When Another Gay Movie started screening in 2006, gay audiences were either appalled or delighted by the gay take on the “gross-out” comedy genre.
Like a gay American Pie, here was a group of gay teens competing to lose their “a-cherries” and discovering a world of cucumbers, net hook-ups and even “Belgian chocolate”.
“People either seem to love it or be really offended by it,” writer-director Todd Stephens told Queensland Pride.
“I set out to make films that allow us to laugh at ourselves, and not everybody is ready to laugh at themselves. I understand that, but I think it’s time to move beyond coming out and angsty movies about struggling with ourselves.”
Stephens said he was inspired to write AGM after a previous feature, Gypsy 83, struggled to get distribution because it “wasn’t gay enough”.
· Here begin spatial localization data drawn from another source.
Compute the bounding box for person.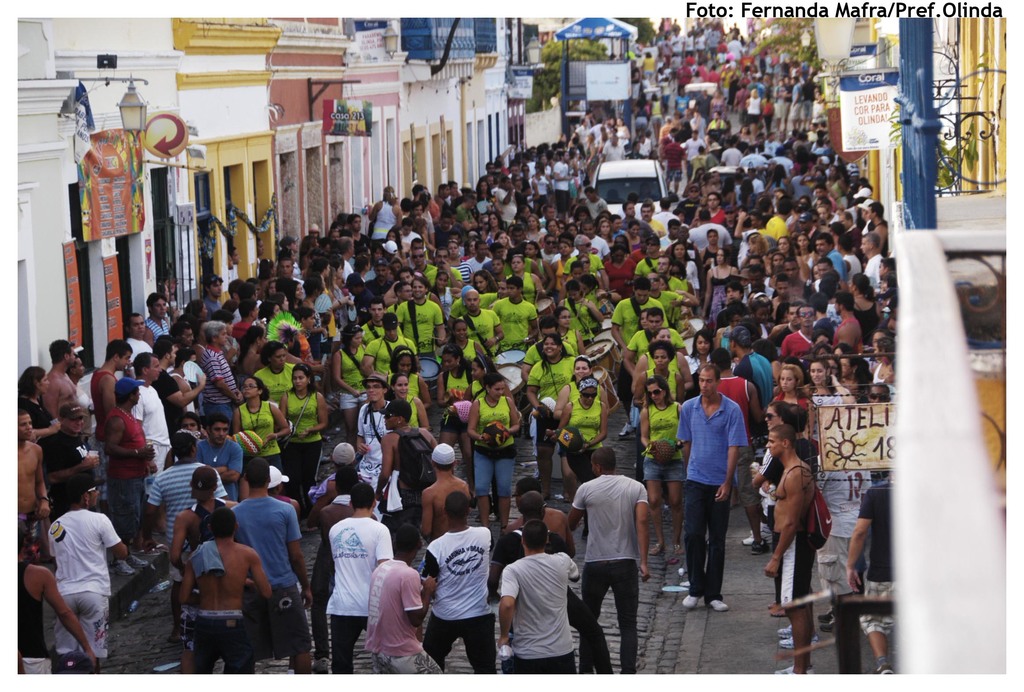
left=449, top=321, right=490, bottom=366.
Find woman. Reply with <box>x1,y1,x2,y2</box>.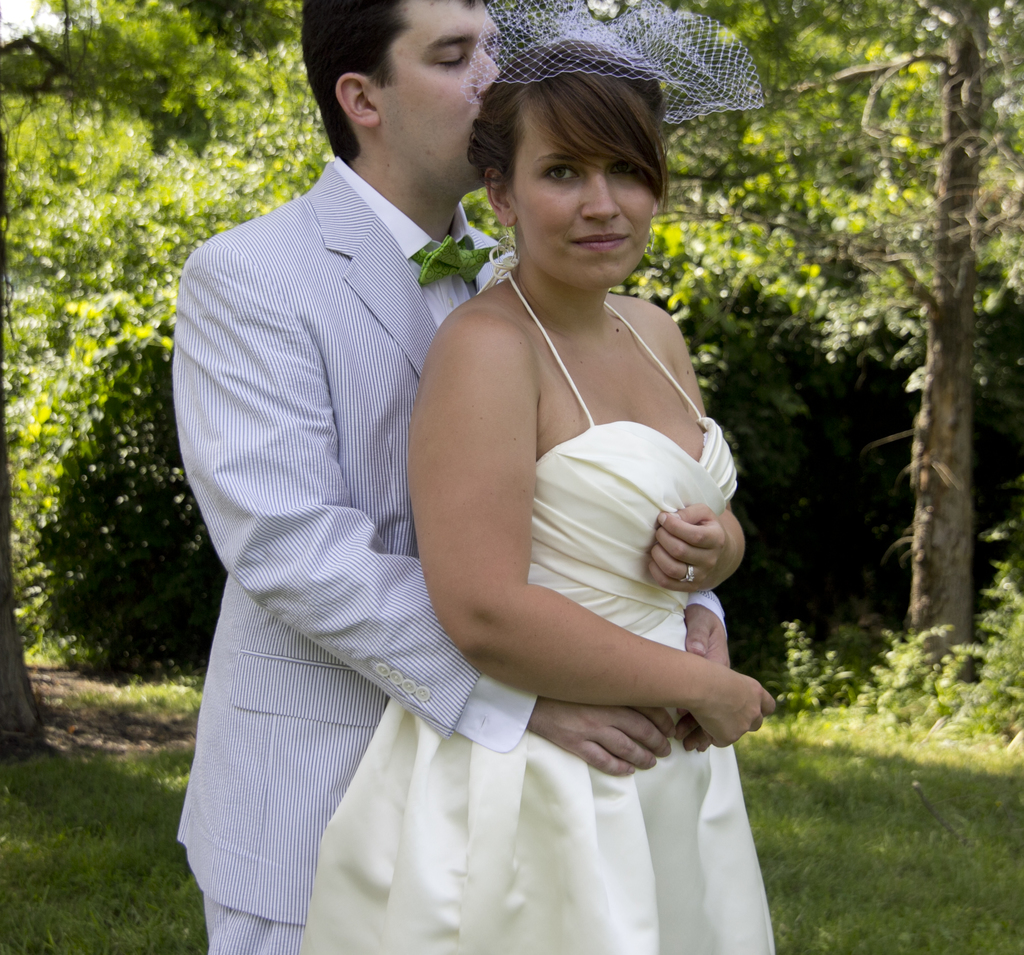
<box>170,0,776,954</box>.
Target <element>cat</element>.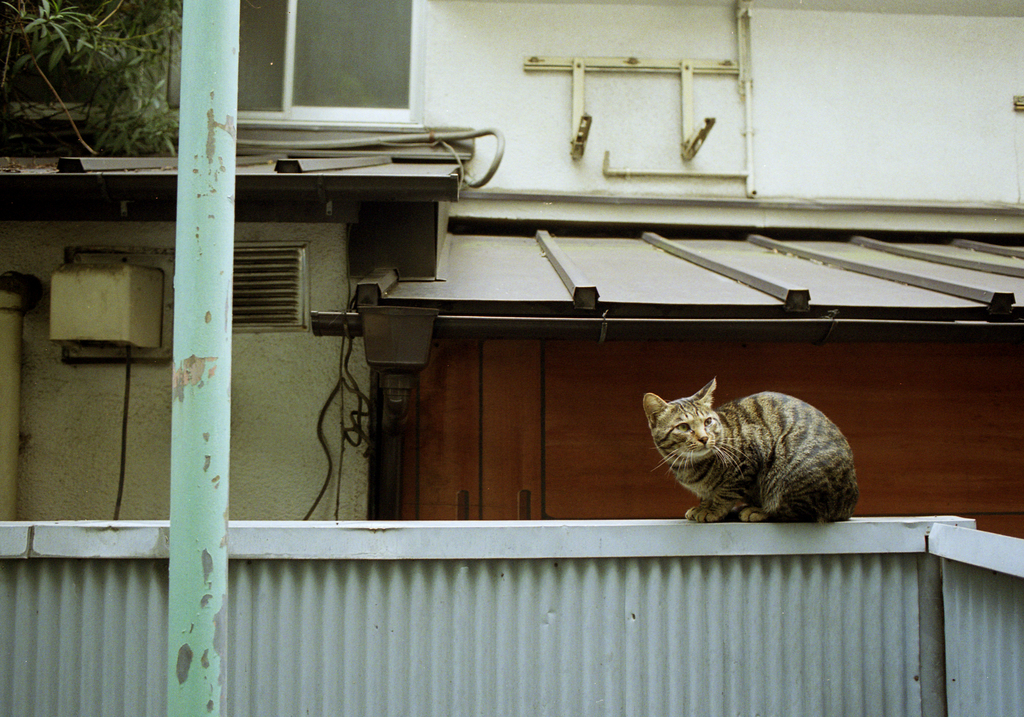
Target region: region(642, 380, 861, 522).
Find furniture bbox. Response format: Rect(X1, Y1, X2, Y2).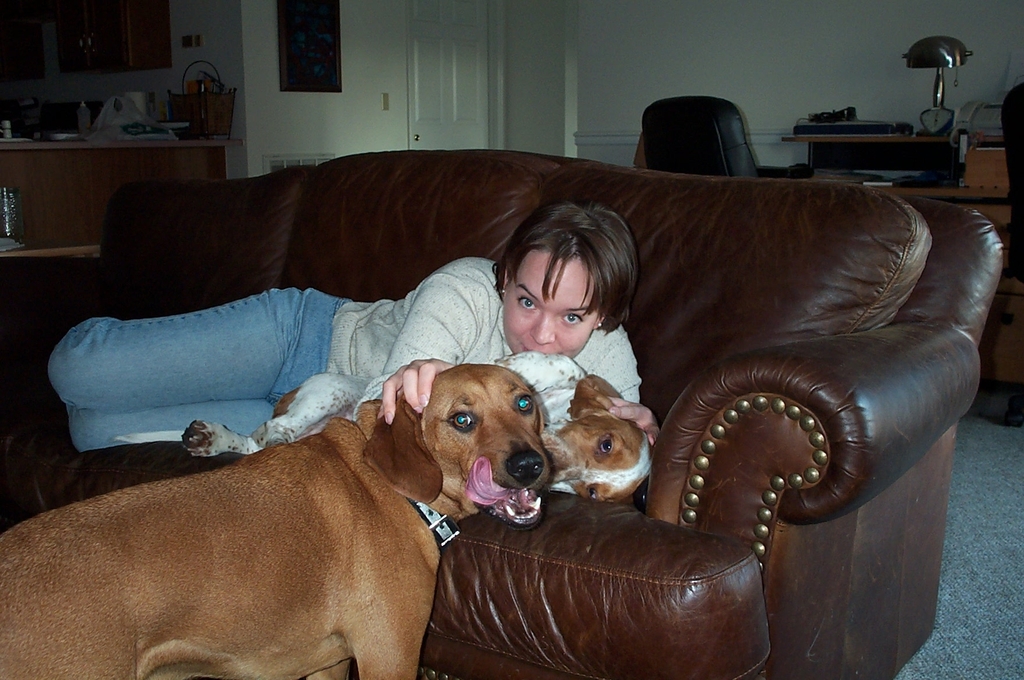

“I got a little angry and I thought ‘ok, if they want something gay, my next movie is going to be the gayest movie ever made’.”
Stephens says AMG and its new sequel, Another Gay Sequel, were strongly influenced by the gross-out surrealism of John Waters (Pink Flamingoes, Hairspray) and the commercial teen comedies of John Hughes (The Breakfast Club) as well as “a million different pop culture movie and TV references from Dawn of the Dead to The Brady Bunch”.
The first thing audiences will notice of Sequel is that three of the four leads are no longer played by the same actors, a fact that’s cleverly referenced early on.
“Two of the guys from the original dropped out right before we made the movie because their agents staged an intervention and ganged up on them,” Stephens says.
“Some of these actors are gay in real life but are not out. It’s sad and disturbing, but I understand how it’s difficult to be an actor, and the fear of being typecast is very real.”
There were no such fears for Jonah Blechman, who reprises his role as Nico, the campest of the quartet.
Says Blechman: “I played a queer character in my first film, This Boy’s Life, and at the time there weren’t a lot of out queer characters. My agents all told me not to do something that was queer. I feel it stopped a lot of work for me, but over the years it seemed holding that level of fear about queer characters was not letting me do work I’m probably here to do.”
Though one critic claimed Sequel ends with a “renunciation of casual sex”, director Stephens sees the film’s message differently.
“It’s a celebration of sex. I don’t see gay sex as something to be ashamed of, but there’s still a lot of gay people who don’t want the world to know what we do. I’ve been in a relationship for many years and it’s a question we all face: how do we incorporate casual sex in our lives? The film was about the characters finding out what’s right for them.”
Though Stephens’ plans on veering back to the dramatic for his next couple of projects, he says he already has the story planned for Another Gay Movie Strikes Back: Gays in Space.
“I’d love to do it someday. It’s like a gay Lost in Space meets Barbarella. It’s about a group of gay astronauts on a mission to find intelligent gay life in the universe.
“We’ll see. We’ll see.”
Another Gay Sequel is released on DVD on December 9.